Pendleton went to middle school and high school in Cape. “I grew up sailing at the Portland Yacht Club in Falmouth,” he said. He started in the sailing and racing program for little kids, and eventually dropped out of college after a couple of years to be on the water.
“I started to sail professionally more than I was actually in the classroom,” Pendleton said.
He started on the pro sailing circuit in Europe, with non-stop work. “It was regatta-regatta-regatta-regatta,” he said.
He has captained several racing boats, and has managed to become part of a team of sailors. “You hook up with a bunch of guys,” he said, and get approached by the owner of a racing boat who wants you to sail it.
“I hooked myself up with a bunch of guys from New Zealand,” he said, and was part of the crew of Young America, which broke in half trying to win back the America’s Cup from the New Zealand team in Auckland in 1999.
Prior to the Volvo Ocean Race, Pendleton was in charge of building the boats for two Nautor Challenge teams competing in the race. “We built two boats in six months,” he said, the fastest Whitbread-class boat construction ever.
The Volvo race began in September from Southampton, England, with a 28-day first leg to Cape Town, South Africa. Pendleton’s boat, Amer Sports One, took second place in that leg, but only managed fifth place of eight teams on the next leg, a 24-day sail to Sydney, Australia.
“We had a guy that actually became very ill on the boat,” Pendleton said. The Australian Navy delivered medical supplies to the boat at sea, and then the boat came in toward land near Perth, in western Australia, to get the sick man to medical care.
“We were a man down for about 2,000 miles,” Pendleton said.
The third leg, a nine-day trip to Auckland, New Zealand, via Hobart, Tasmania, brought Amer Sports One in second place, but there was a lot of strange weather.
Large forest fires were raging outside Sydney at the time, Pendleton said, which meant there was smoke and a lot of hot air in the area. “We started the race and came offshore and got hit by a tornado,” he said.
The fourth leg was to Rio de Janeiro. The boat was in second place until 30 miles from the finish, when “we put ourselves into a nice no-wind hole and watched the whole fleet sail by.”
But for most of the trip, things were going very well. “The best sailing that I’ve ever done in my life was our leg four,” he said. The route took him below 60 degrees South latitude, into the Antarctic Convergence, with temperatures in the single digits and the wind at 30 to 40 knots.
“When we were going downwind, we were going really fast,” Pendleton said. “That was the most exhilarating sailing I’ve ever done.”
It helped that there were giant icebergs to be avoided amid the darkness and in heavy weather. “This is the most scared I’ve ever been but this is great,” Pendleton remembered feeling.
The race will go through Miami, Baltimore, La Rochelle, France, and Goteborg, Sweden, and will finish with a 24-hour race to Kiel, Germany.
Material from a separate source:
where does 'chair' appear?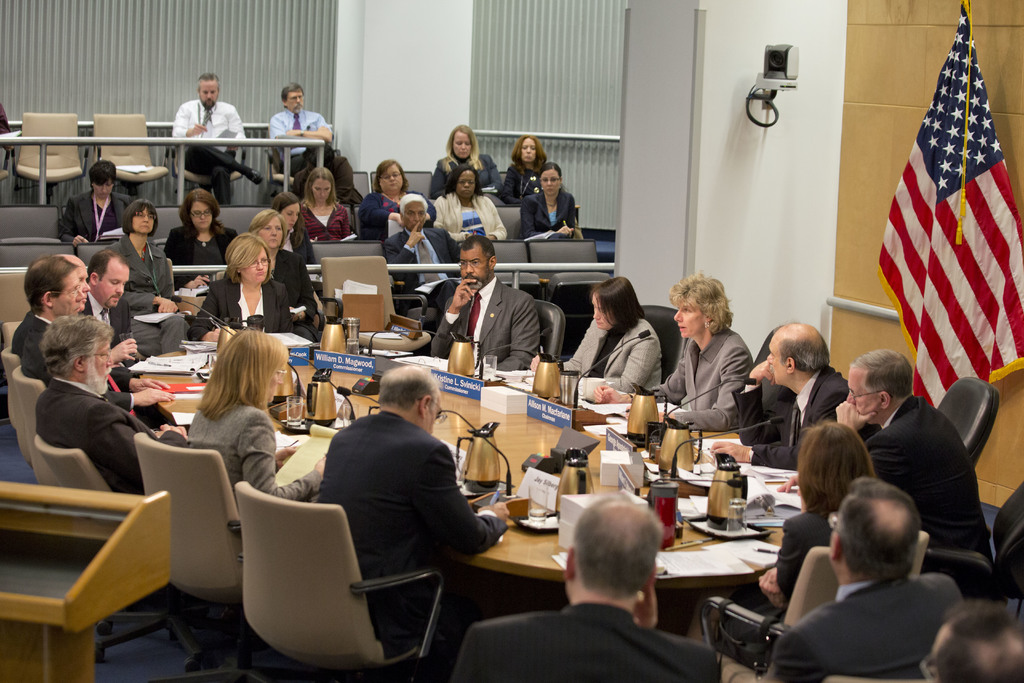
Appears at {"left": 131, "top": 427, "right": 249, "bottom": 682}.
Pendleton said he expects to finish June 19, and he’s not sure what he’ll do then.
“It’s been really tough on my wife,” he said. She is at home in Annapolis, Md., with a 10-month-old boy and a four-year-old daughter.
In the last 10 years, he said, he hasn’t been home much. Often it’s three weeks away for every week at home. And in the past year, he has spent 30 days at home.
“That’s what sailing does. It’s really hard for me, especially with the kids growing up,” he said.